Key insight: AI capability and risk management capability must grow in lockstep. Organizations that skip validation gates at lower levels will fail at higher ones. The bottleneck is never the technology.
Dr. George Westerman’s research at MIT Sloan cuts through the AI hype with a simple observation: Technology changes quickly. Organizations change slowly.
The bottleneck for AI adoption is never the AI itself. It’s the processes, culture, and people around it.
The Risk Slope
As organizations grow their AI capability, they must simultaneously grow their risk management capability. Westerman uses the metaphor of changing a tire: you don’t tighten one bolt fully before touching the others. You tighten all bolts gradually, in sequence.
The same applies to AI adoption. Three levels, each requiring more organizational maturity:
Level 1: Individual Productivity. Safe LLM tools, document summarization, internal knowledge search. Low risk. Good starting point.
Level 2: Specialized Roles. AI handles specific tasks with human-in-the-loop verification. Call centers, coding assistance, contract triage. Risk managed through human oversight.
Level 3: Direct Engagement. AI interacts directly with customers or makes consequential decisions. Most enterprises aren’t here yet—and shouldn’t be until they’ve mastered Levels 1 and 2.
Why Accuracy Baselines Matter
You can’t climb the risk slope without proving you can handle each level. An accuracy baseline isn’t just a technical metric—it’s the organizational confidence required to move from “experimental” to “operational.”
This is why prototypes matter. Not as technical proofs, but as the validation gates that let organizations say: “We’ve proven this works at Level 1. Now we can invest in Level 2.”
Skip the validation, and you’re tightening one bolt while the others are loose. The wheel falls off.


Omit all pictures. Quote only the lines from the one with "Find the rectangle enclosing *duck*." through the end of the material below.

━━━━━━━━

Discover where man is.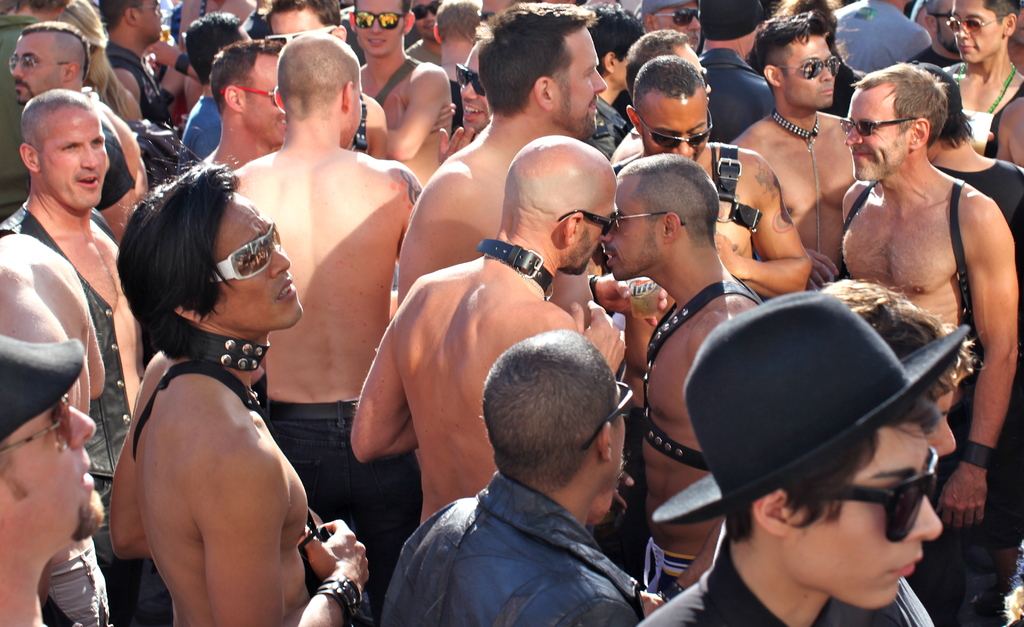
Discovered at left=274, top=0, right=385, bottom=170.
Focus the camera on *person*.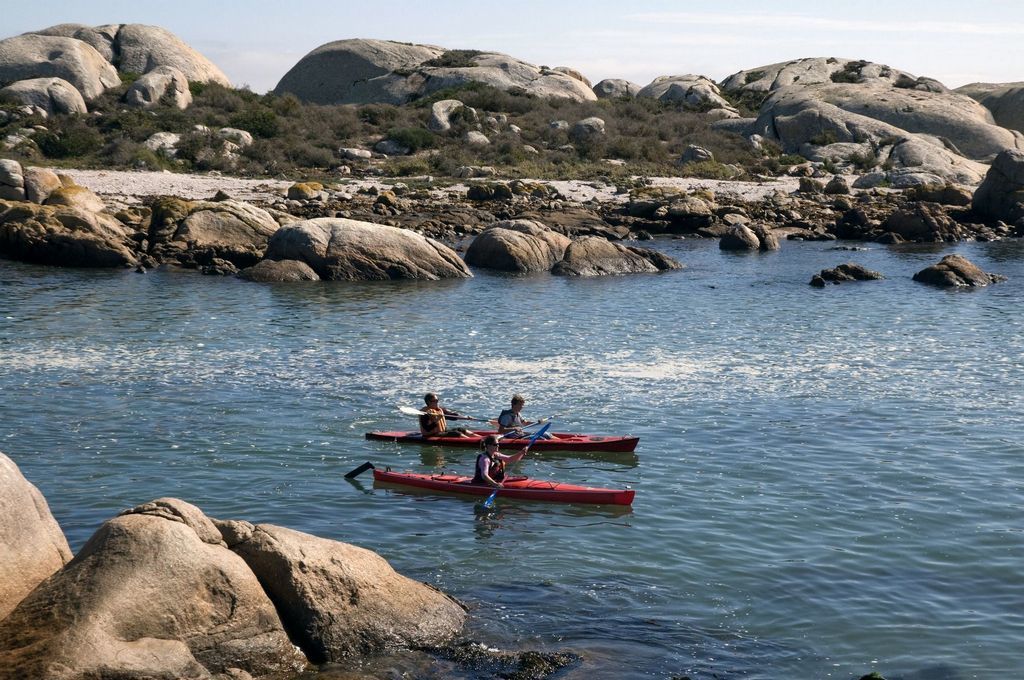
Focus region: {"left": 420, "top": 396, "right": 474, "bottom": 436}.
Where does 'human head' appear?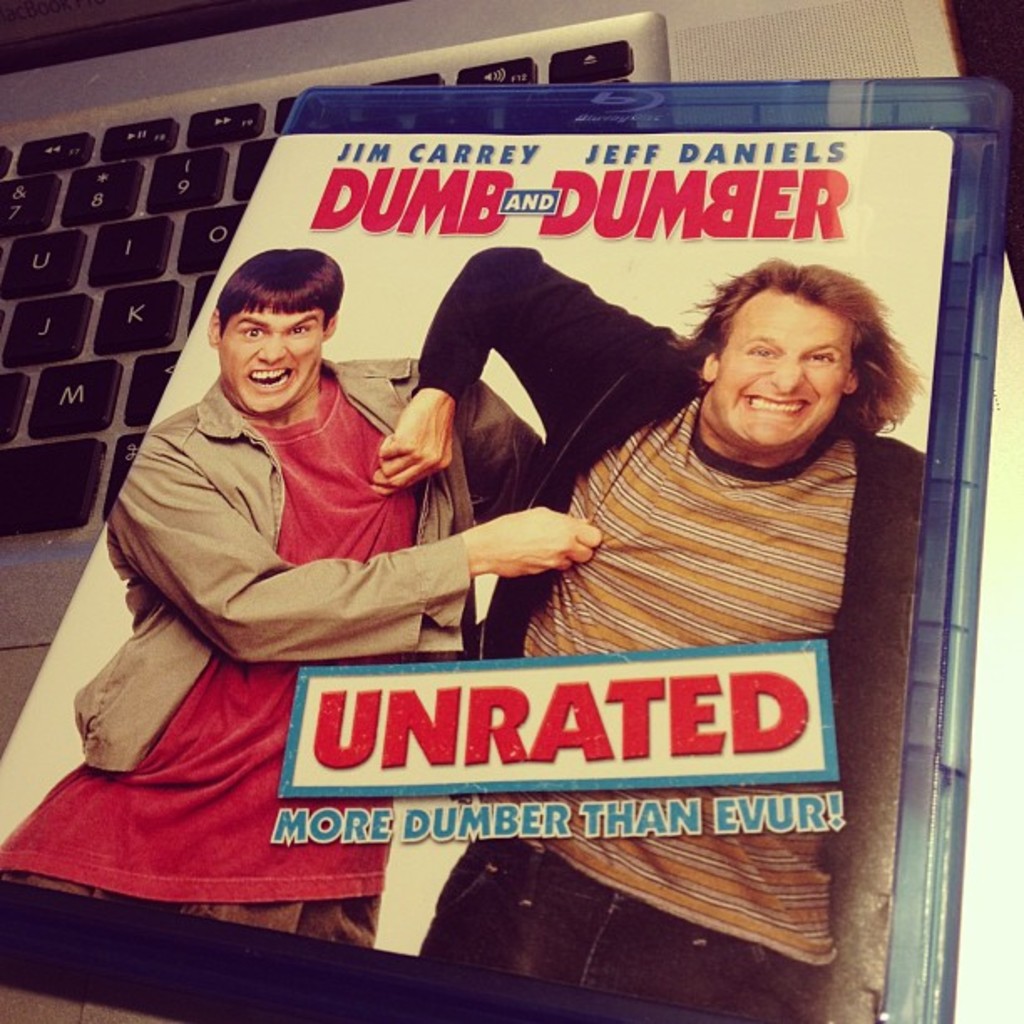
Appears at crop(206, 243, 345, 417).
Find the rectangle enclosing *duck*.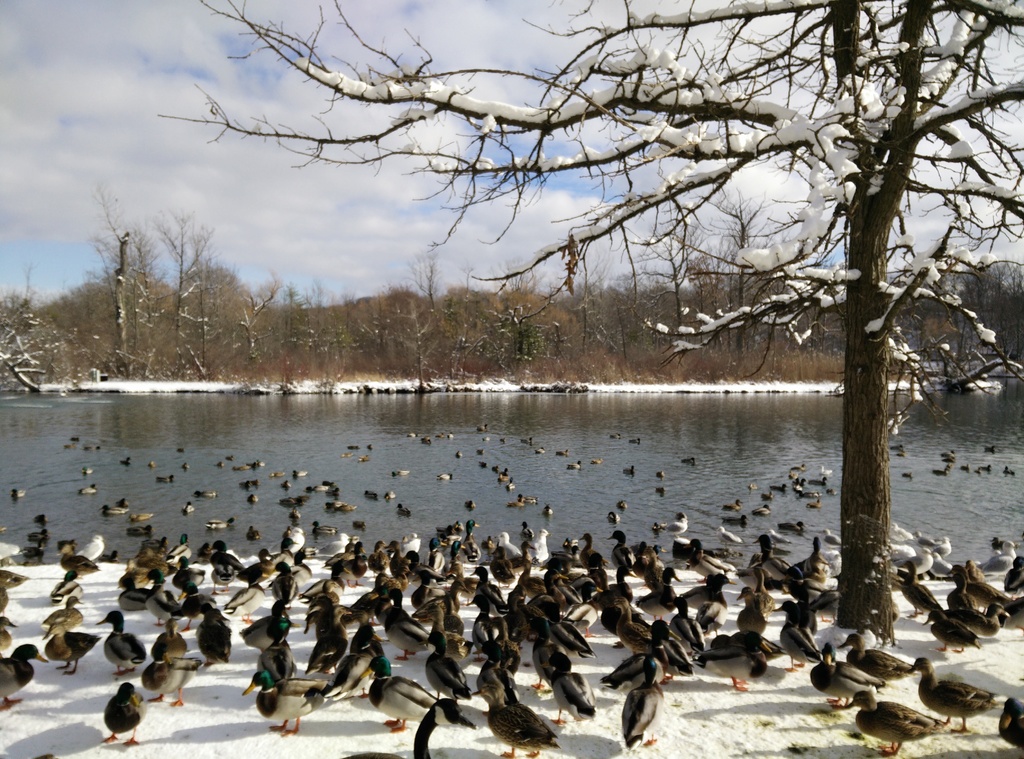
bbox=(956, 461, 968, 482).
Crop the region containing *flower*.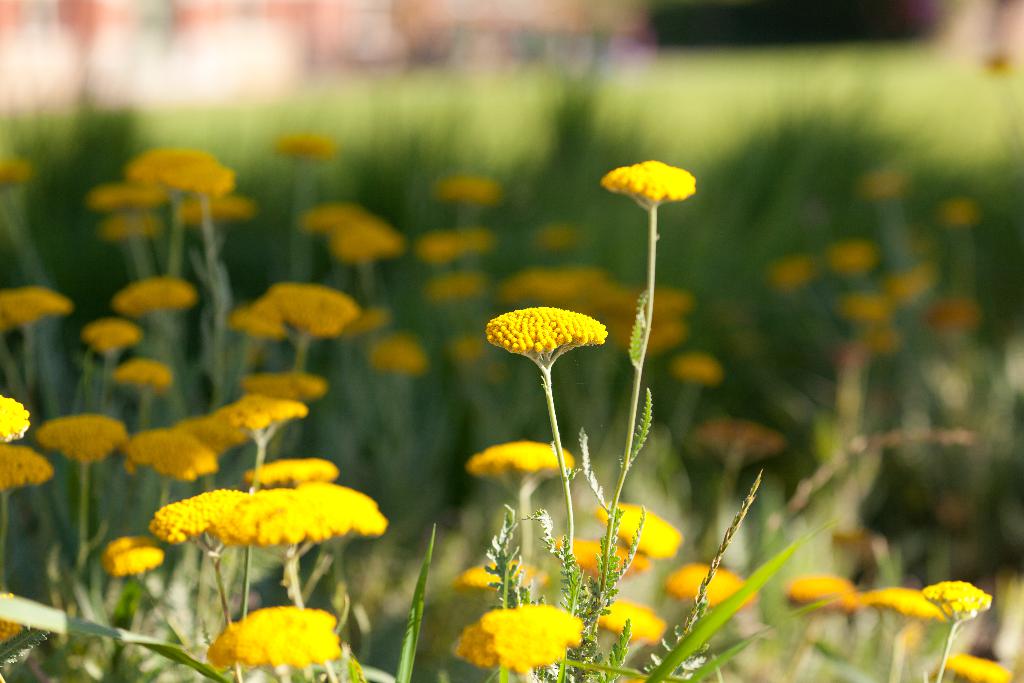
Crop region: x1=665, y1=559, x2=758, y2=613.
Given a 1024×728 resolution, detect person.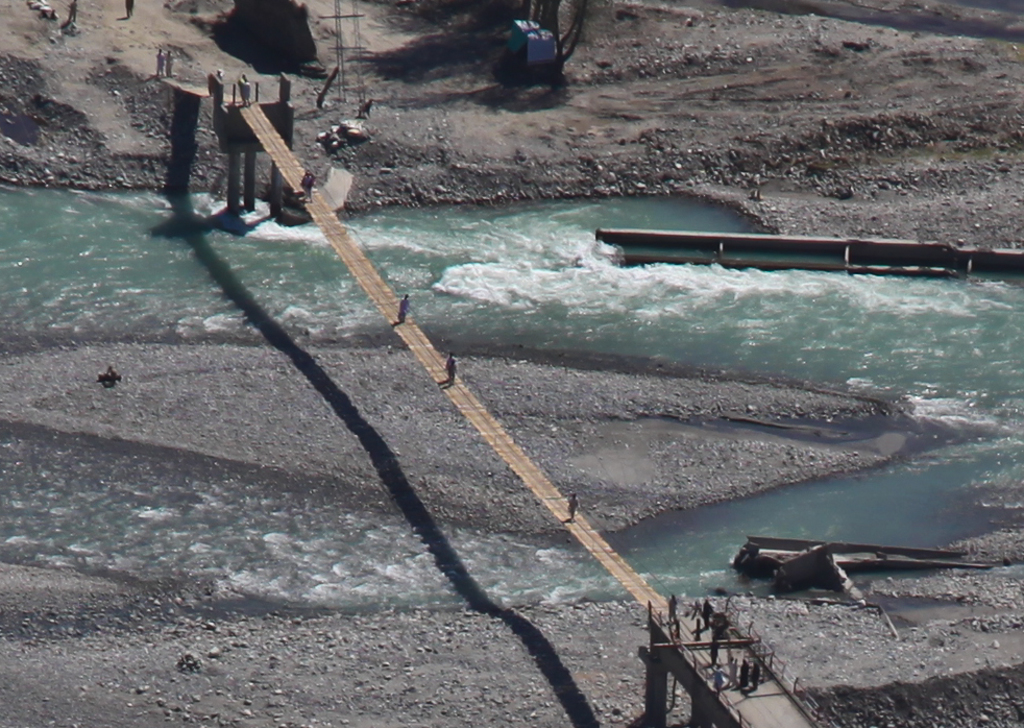
[167, 50, 172, 78].
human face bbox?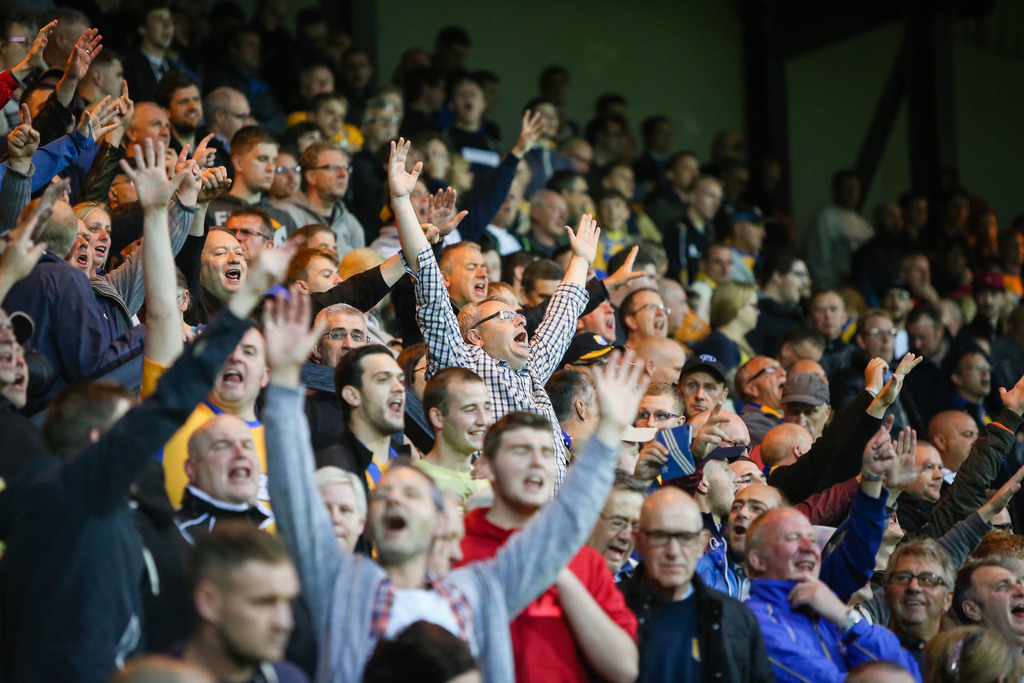
bbox(947, 416, 976, 466)
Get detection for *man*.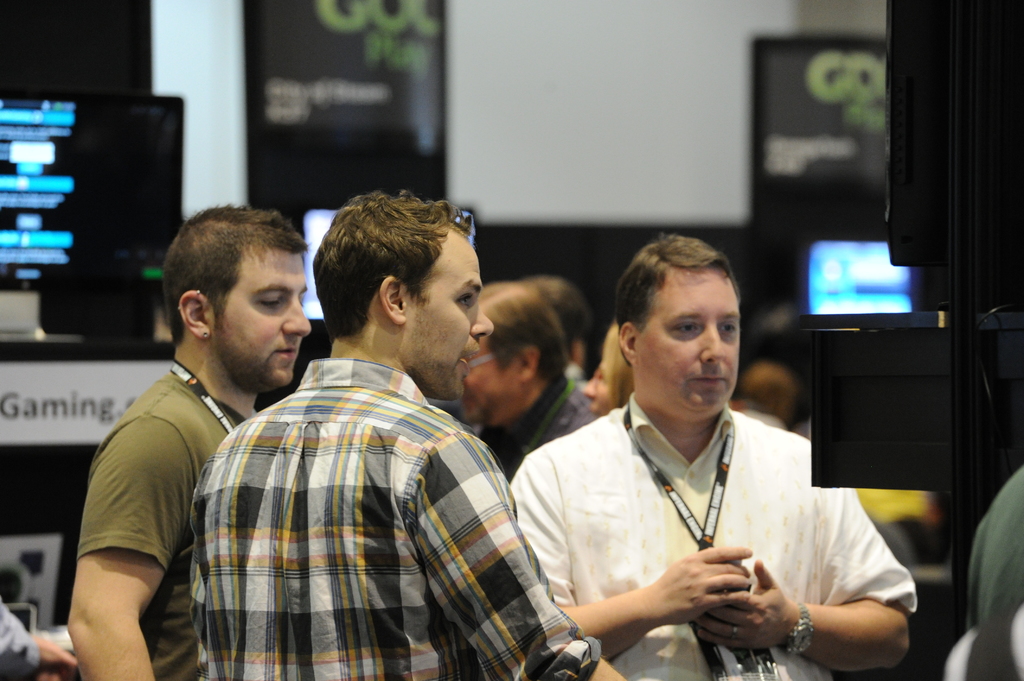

━━━━━━━━

### Response to this exercise:
Find the rectangle enclosing *duck*.
bbox=(956, 461, 968, 482).
Crop the region containing *flower*.
Crop region: x1=665, y1=559, x2=758, y2=613.
Given a 1024×728 resolution, detect person.
[167, 50, 172, 78].
human face bbox?
bbox(947, 416, 976, 466)
Get detection for *man*.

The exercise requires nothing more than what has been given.